Facts, facts, facts. Why do facts come under 'hate speech' laws. Because they concern one interporetation of facts versus another?
Here are some facts:
Behrendt was born in 1969 and grew up mainly in the middle-class Sydney suburb of Gymea on Port Hacking in the Sutherland Shire. Neither she nor her parents came from an Aboriginal community. Her part-Aboriginal father Paul was an air traffic controller and later an academic, her white mother Raema an accountant.
A shire girl from the shores of Port Hacking is about as culturally distant as it is possible to be from the sorry females in the blacks' camps of Alice Springs.
Both Behrendt and her father claim that his mother, Lavinia Boney, was a member of the Stolen Generations. The archival evidence, however, reveals this is incorrect. According to Boney's file in the NSW Aborigines Protection Board records, in 1917 when she was aged about 13 and living at the blacks' camp at Dungalear Station, near Walgett, her mother died. Her father's whereabouts were unknown, so she was effectively an orphan.
The Aborigines Protection Board found her a job as a domestic servant on a pastoral station at Collarenebri. Her file says this was at "the girl's own request to get away from camp life". From 1921 to 1923 Boney was employed in domestic service in hospitals and private homes in Sydney and Parkes. She met the German editor Henry Behrendt at Parkes Hospital. They married and went to live at Lithgow. Lavinia eventually had nine children by him before she died in childbirth. In 1944 Henry placed five-year-old Paul and his surviving siblings in the Presbyterian Church's Burnside Homes at Parramatta.
Aged 15, Paul left Burnside and joined the Royal Australian Navy. He trained to become an air traffic controller, a profession he later followed in civilian aviation, settling in Sydney. While convalescing from a heart attack in 1980, he decided to pursue his Aboriginal mother's history. He subsequently became known for his research abilities and his activism in Aboriginal politics. In 1988 UNSW appointed him inaugural director of its Aboriginal Research and Resource Centre. He was also the first chairman of the Aboriginal Studies Association.
In the 1980s, when I was employed at UNSW, my path crossed briefly with Paul Behrendt. Even in middle age he was a good-looking man and it was not surprising many women were attracted to him. Unless you knew, you would not have guessed he was of Aboriginal descent.
In the spectrum of Aboriginal politics, Paul was an ultra-leftist. In 1992, he argued that British colonisation of Australia was illegitimate and that Aborigines still held sovereignty over the continent. He was a joint author with Gerhard Fischer, Michael Mansell and others of the book The Mudrooroo/Muller Project in which he demanded Aborigines be given a separate country, self-governing and with its own laws. Mansell used the book to make similar claims on behalf of the Aboriginal Provisional Government. At this time, Larissa Behrendt was also a member of the Aboriginal Provisional Government. In 1987 and 1988, Mansell had gone to Libya seeking funding for his organisation from Libyan dictator Muammar Gaddafi. He also sought to join Gaddafi's Mathaba worldwide group of insurgents and terrorists.
About this time, Paul left his family. He lived in a hippie commune before moving in with Bobbi Sykes, the black activist made famous in the 70s at the Aboriginal Tent Embassy in Canberra. She was also a supporter of the Black Panthers movement. Sykes subsequently won a scholarship to Harvard University where she was described as its first Aboriginal graduate.
However, her Aboriginal identity was later declared fraudulent by Aboriginal activist Pat O'Shane, the NSW magistrate also from Sykes's birthplace, Townsville. Sykes's father was not an Aborigine but a black American soldier stationed in north Queensland during World War II.
Sykes became important in Larissa Behrendt's life, showing her how she could also get to Harvard. Larissa admitted that in her undergraduate degree, "I hadn't got particularly high marks". Yet she was preferred ahead of a university medallist, and the decision generated a complaint. In an age of affirmative action in higher education, however, she fitted the required profile. "I think Harvard saw a gap in their intake," she explained.
Behrendt's tweets, which have revealed her distaste for Aborigines with different political views, may well generate a revival of sentiments I recorded in Quadrant last year when discussing author Sally Morgan's claim to Aboriginal identity. Activist Jackie Huggins had said that, even though people might have some Aboriginal ancestors, they could not be genuine Aborigines if they had been brought up in white suburbs without any engagement with an Aboriginal community.
For saying much the same thing, it should be remembered, Andrew Bolt went on trial last month under the Racial Hatred Act.
http://www.theaustralian.com.au/national-affairs/opinion/questioning-credentials...When Aborigines question the Aboriginality of other Aborigines, is that also hate speech? Or is it hate speech only when whitey asks questions about 'minorities'?
Identity politics is a curse. Aboriginality is a form of it, as is islamophobia-mongering.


**Task objective:**
Reproduce every line below exactly as written; do not include the images.

[Saved data entries]
* * *

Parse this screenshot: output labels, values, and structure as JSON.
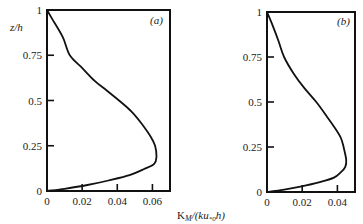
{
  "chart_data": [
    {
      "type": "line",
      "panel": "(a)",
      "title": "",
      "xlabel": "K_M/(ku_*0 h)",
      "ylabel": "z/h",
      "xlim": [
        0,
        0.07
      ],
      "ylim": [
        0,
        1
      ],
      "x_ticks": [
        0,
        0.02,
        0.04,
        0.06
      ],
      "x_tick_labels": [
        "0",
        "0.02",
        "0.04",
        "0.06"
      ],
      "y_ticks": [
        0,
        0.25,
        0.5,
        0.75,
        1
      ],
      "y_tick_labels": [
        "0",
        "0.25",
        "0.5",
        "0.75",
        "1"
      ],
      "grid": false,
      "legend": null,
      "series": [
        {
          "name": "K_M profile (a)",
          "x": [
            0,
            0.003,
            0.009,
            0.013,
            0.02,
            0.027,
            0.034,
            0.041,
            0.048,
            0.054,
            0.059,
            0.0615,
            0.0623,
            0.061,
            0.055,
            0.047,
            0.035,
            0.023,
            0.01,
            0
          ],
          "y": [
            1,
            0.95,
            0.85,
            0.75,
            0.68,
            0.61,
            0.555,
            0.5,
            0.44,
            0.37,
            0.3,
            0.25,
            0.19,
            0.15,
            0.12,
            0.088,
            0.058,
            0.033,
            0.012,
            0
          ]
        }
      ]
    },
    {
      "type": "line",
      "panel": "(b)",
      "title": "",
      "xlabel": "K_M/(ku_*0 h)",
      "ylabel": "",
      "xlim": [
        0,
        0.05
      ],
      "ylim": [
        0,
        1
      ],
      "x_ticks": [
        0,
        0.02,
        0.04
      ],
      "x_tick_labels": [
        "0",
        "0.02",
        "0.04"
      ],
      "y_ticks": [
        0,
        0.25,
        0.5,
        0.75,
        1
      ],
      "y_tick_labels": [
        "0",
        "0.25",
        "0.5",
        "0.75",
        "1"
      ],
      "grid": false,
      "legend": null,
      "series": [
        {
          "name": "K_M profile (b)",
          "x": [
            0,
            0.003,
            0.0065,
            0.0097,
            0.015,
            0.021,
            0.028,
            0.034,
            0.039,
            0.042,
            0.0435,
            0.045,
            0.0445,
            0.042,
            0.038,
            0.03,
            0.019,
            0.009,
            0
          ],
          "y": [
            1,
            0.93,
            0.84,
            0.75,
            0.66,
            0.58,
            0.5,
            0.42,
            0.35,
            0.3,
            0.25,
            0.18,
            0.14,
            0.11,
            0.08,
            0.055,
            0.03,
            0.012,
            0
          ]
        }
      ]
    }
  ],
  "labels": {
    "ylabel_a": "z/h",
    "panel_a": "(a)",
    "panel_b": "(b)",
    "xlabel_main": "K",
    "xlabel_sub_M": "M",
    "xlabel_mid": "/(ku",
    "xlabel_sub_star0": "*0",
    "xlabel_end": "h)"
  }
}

* * *

**Written reply:**
Parse this screenshot: output labels, values, and structure as JSON.
{
  "chart_data": [
    {
      "type": "line",
      "panel": "(a)",
      "title": "",
      "xlabel": "K_M/(ku_*0 h)",
      "ylabel": "z/h",
      "xlim": [
        0,
        0.07
      ],
      "ylim": [
        0,
        1
      ],
      "x_ticks": [
        0,
        0.02,
        0.04,
        0.06
      ],
      "x_tick_labels": [
        "0",
        "0.02",
        "0.04",
        "0.06"
      ],
      "y_ticks": [
        0,
        0.25,
        0.5,
        0.75,
        1
      ],
      "y_tick_labels": [
        "0",
        "0.25",
        "0.5",
        "0.75",
        "1"
      ],
      "grid": false,
      "legend": null,
      "series": [
        {
          "name": "K_M profile (a)",
          "x": [
            0,
            0.003,
            0.009,
            0.013,
            0.02,
            0.027,
            0.034,
            0.041,
            0.048,
            0.054,
            0.059,
            0.0615,
            0.0623,
            0.061,
            0.055,
            0.047,
            0.035,
            0.023,
            0.01,
            0
          ],
          "y": [
            1,
            0.95,
            0.85,
            0.75,
            0.68,
            0.61,
            0.555,
            0.5,
            0.44,
            0.37,
            0.3,
            0.25,
            0.19,
            0.15,
            0.12,
            0.088,
            0.058,
            0.033,
            0.012,
            0
          ]
        }
      ]
    },
    {
      "type": "line",
      "panel": "(b)",
      "title": "",
      "xlabel": "K_M/(ku_*0 h)",
      "ylabel": "",
      "xlim": [
        0,
        0.05
      ],
      "ylim": [
        0,
        1
      ],
      "x_ticks": [
        0,
        0.02,
        0.04
      ],
      "x_tick_labels": [
        "0",
        "0.02",
        "0.04"
      ],
      "y_ticks": [
        0,
        0.25,
        0.5,
        0.75,
        1
      ],
      "y_tick_labels": [
        "0",
        "0.25",
        "0.5",
        "0.75",
        "1"
      ],
      "grid": false,
      "legend": null,
      "series": [
        {
          "name": "K_M profile (b)",
          "x": [
            0,
            0.003,
            0.0065,
            0.0097,
            0.015,
            0.021,
            0.028,
            0.034,
            0.039,
            0.042,
            0.0435,
            0.045,
            0.0445,
            0.042,
            0.038,
            0.03,
            0.019,
            0.009,
            0
          ],
          "y": [
            1,
            0.93,
            0.84,
            0.75,
            0.66,
            0.58,
            0.5,
            0.42,
            0.35,
            0.3,
            0.25,
            0.18,
            0.14,
            0.11,
            0.08,
            0.055,
            0.03,
            0.012,
            0
          ]
        }
      ]
    }
  ],
  "labels": {
    "ylabel_a": "z/h",
    "panel_a": "(a)",
    "panel_b": "(b)",
    "xlabel_main": "K",
    "xlabel_sub_M": "M",
    "xlabel_mid": "/(ku",
    "xlabel_sub_star0": "*0",
    "xlabel_end": "h)"
  }
}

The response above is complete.